GUI apps launched after the agent loads will inherit these variables. If you modify the plist, unload it (launchctl unload <path>) and reload, or just log out and back in.

Working With Development Toolchain Environment Variables on macOS

fiIEpj3XTmWaPoLL-vcpKA

Most development tools on macOS rely on a handful of environment variables to locate SDKs, runtimes, or package managers. Setting these variables correctly in your shell configuration (usually ~/.zshrc) makes sure commands and build scripts find the right versions of Java, Node, Python, or Go. Each toolchain has conventions, and macOS provides helpers (like /usr/libexec/java_home) to simplify path management.

JAVA_HOME points to the root of a Java Development Kit installation. Instead of hardcoding the path, use /usr/libexec/java_home -v 11 to dynamically select Java 11, or omit the version flag to pick the system default. Xcode-related builds use SDKROOT to specify the SDK path and MACOSX_DEPLOYMENT_TARGET to set the minimum macOS version for compiled binaries. These are typically set by Xcode itself or xcodebuild, but you can override them in shell scripts.

Homebrew installs packages to /usr/local on Intel Macs and /opt/homebrew on Apple Silicon. Setting HOMEBREW_PREFIX to the correct path makes sure formulae and build scripts locate dependencies. Node Version Manager (NVM) requires NVM_DIR to point to ~/.nvm, and many Node projects read NODE_ENV (like production, development) to configure behavior. Python environment managers like pyenv use PYENV_ROOT (default ~/.pyenv), and Go toolchains read GOPATH for workspace directories and GOROOT for the Go installation itself (though modern Go versions auto-detect GOROOT).

Example export lines for common developer variables (add to ~/.zshrc):

  • export JAVA_HOME="$(/usr/libexec/java_home -v 11)" dynamically set JAVA_HOME to Java 11.
  • export NVM_DIR="$HOME/.nvm" tell NVM where to find installed Node versions.
  • export NODE_ENV="development" default Node environment for local work.
  • export PYENV_ROOT="$HOME/.pyenv" point pyenv to its installation directory.
  • export GOPATH="$HOME/go" define Go workspace (optional in Go 1.11+, but some tools still check it).
  • export HOMEBREW_PREFIX="/opt/homebrew" set Homebrew path for Apple Silicon Macs (Intel uses /usr/local).

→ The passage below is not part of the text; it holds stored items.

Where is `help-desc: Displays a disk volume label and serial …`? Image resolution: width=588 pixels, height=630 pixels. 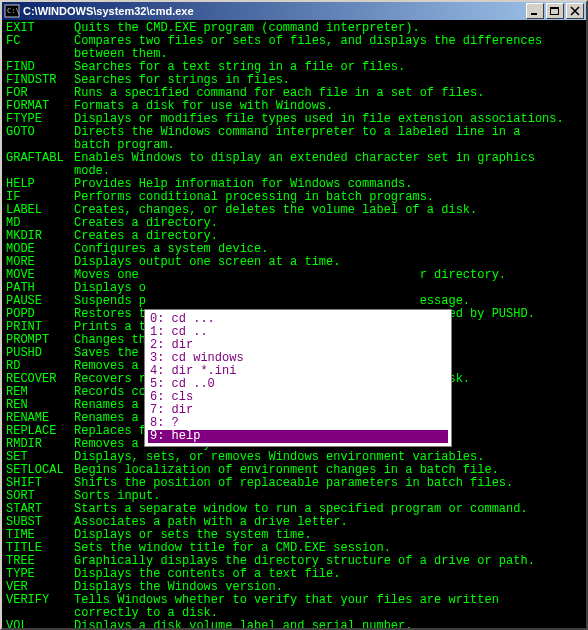
help-desc: Displays a disk volume label and serial … is located at coordinates (328, 624).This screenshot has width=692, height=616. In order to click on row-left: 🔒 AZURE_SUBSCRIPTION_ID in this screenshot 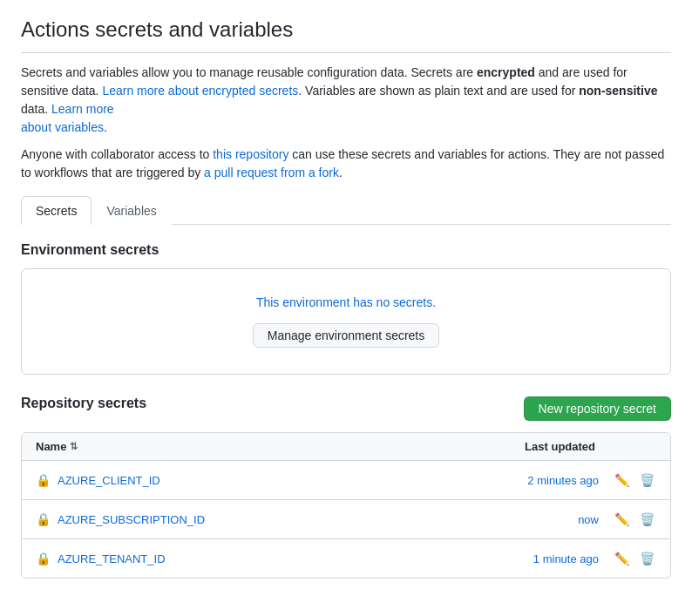, I will do `click(120, 519)`.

After adding these lines, run source ~/.zshrc and verify each variable with echo $JAVA_HOME, echo $NVM_DIR, and so on. Place any PATH modifications related to these tools (like export PATH="$GOPATH/bin:$PATH") in the same file.

Troubleshooting macOS Environment Variables and Ensuring Correct Shell Behavior

fE9scUkWQ5GK_W9xPu5kTw

Most frequent issue is editing the wrong file or forgetting to reload it. Run echo $SHELL to confirm which shell is active. /bin/zsh means you should edit ~/.zshrc or ~/.zprofile, not ~/.bash_profile. After making changes, run source ~/.zshrc (or the file you edited) to apply them immediately. If the variable still doesn’t appear, check for typos, missing quotes, or spaces around the = sign.

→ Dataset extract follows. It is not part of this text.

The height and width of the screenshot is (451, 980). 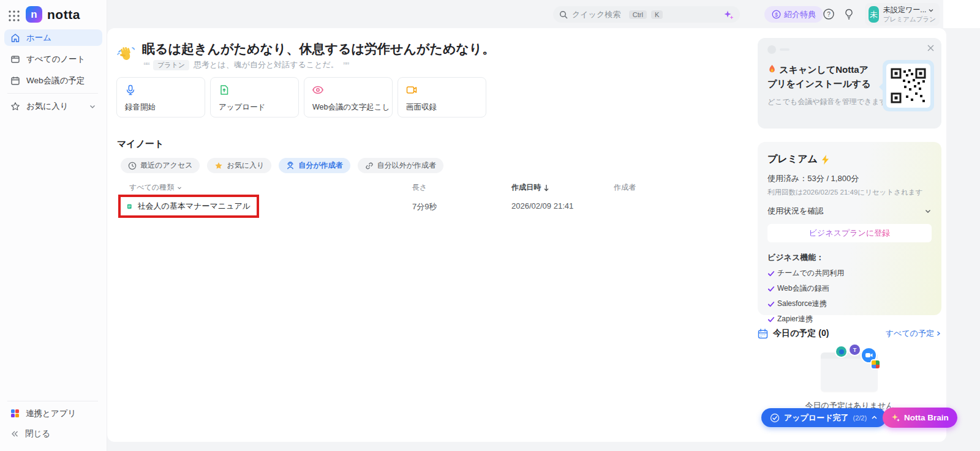 I want to click on business-feature-item: Web会議の録画, so click(x=850, y=289).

For variables that should affect GUI apps, use launchctl getenv VAR to confirm the value is set at the launchd level. If launchctl getenv JAVA_HOME returns nothing but echo $JAVA_HOME works in Terminal, the variable is shell-only and won’t reach apps launched from Finder. In that case, add it to a LaunchAgent plist or use launchctl setenv for a temporary fix.

Common troubleshooting steps:

  • Verify file load order: Zsh reads ~/.zshenv~/.zprofile~/.zshrc. If a variable is set in multiple files, the last one wins. Use echo $PATH and printenv | grep VAR to see the final value.
  • Check GUI inheritance with launchctl: launchctl getenv PATH shows what GUI apps see. If it’s missing directories from ~/.zshrc, those are shell-only.
  • Restart the shell or log out/in: Some changes (especially system-wide /etc/paths.d edits or LaunchAgent plists) require a full logout or restart to take effect.
  • Audit environment for conflicts: Run printenv and look for duplicate or conflicting values. If two tools set the same variable, the last export wins.
  • Don’t commit secrets to dotfiles: Never store API keys, passwords, or tokens in ~/.zshrc or plist files. Use macOS Keychain or a secrets manager instead.
  • Confirm plist permissions and format: LaunchAgent plists must be valid XML. Use plutil -lint <file> to check syntax. Permissions should be readable by your user (chmod 644).
  • Identify mistaken shell usage: If a variable works in one Terminal window but not another, check if one window is running Bash and the other Zsh. Each shell has separate config files.

Final Words

View values fast: printenv, env, echo $VAR, and launchctl getenv for GUI processes. Set temporary vars with export and unset, and persist important ones in ~/.zshrc or ~/.zprofile.

Manage system PATH via /etc/paths and /etc/paths.d, and use launchctl or LaunchAgents for GUI apps. Keep common toolchain exports (JAVAHOME, NVMDIR, HOMEBREW_PREFIX) in your shell files, validate with printenv | grep, and avoid storing secrets in plain text.

Follow these steps and macos environment variables will stop being a mystery—and your setup will be steadier.

FAQ

Q: Are there environment variables in macOS?

A: There are environment variables in macOS. macOS exposes env vars to shells and system processes; Zsh is the default since Catalina, and vars are viewable in Terminal or managed for GUI apps via launchctl.

Q: How to go environment variables in Mac?

A: To view environment variables on Mac, use Terminal commands like printenv, env, or echo $VAR; use launchctl getenv VAR to check variables visible to GUI applications.

Q: How to list all env variables in Mac?

A: To list all env variables in Mac, run printenv or env in Terminal; pipe to less or grep to filter; for GUI processes, check launchctl getenv or the relevant LaunchAgent plist.

Q: Where is java_home in Mac?

A: The javahome location on Mac is provided by /usr/libexec/javahome; run /usr/libexec/javahome -v 11 for Java 11, or export JAVAHOME in ~/.zshrc for a persistent value.

curtisharmon
Curtis has spent over two decades guiding hunters and anglers through the backcountry of Montana and Wyoming. His expertise in elk hunting and fly fishing has made him a sought-after voice in the outdoor community. Curtis combines traditional woodsmanship with modern techniques to help readers succeed in the field.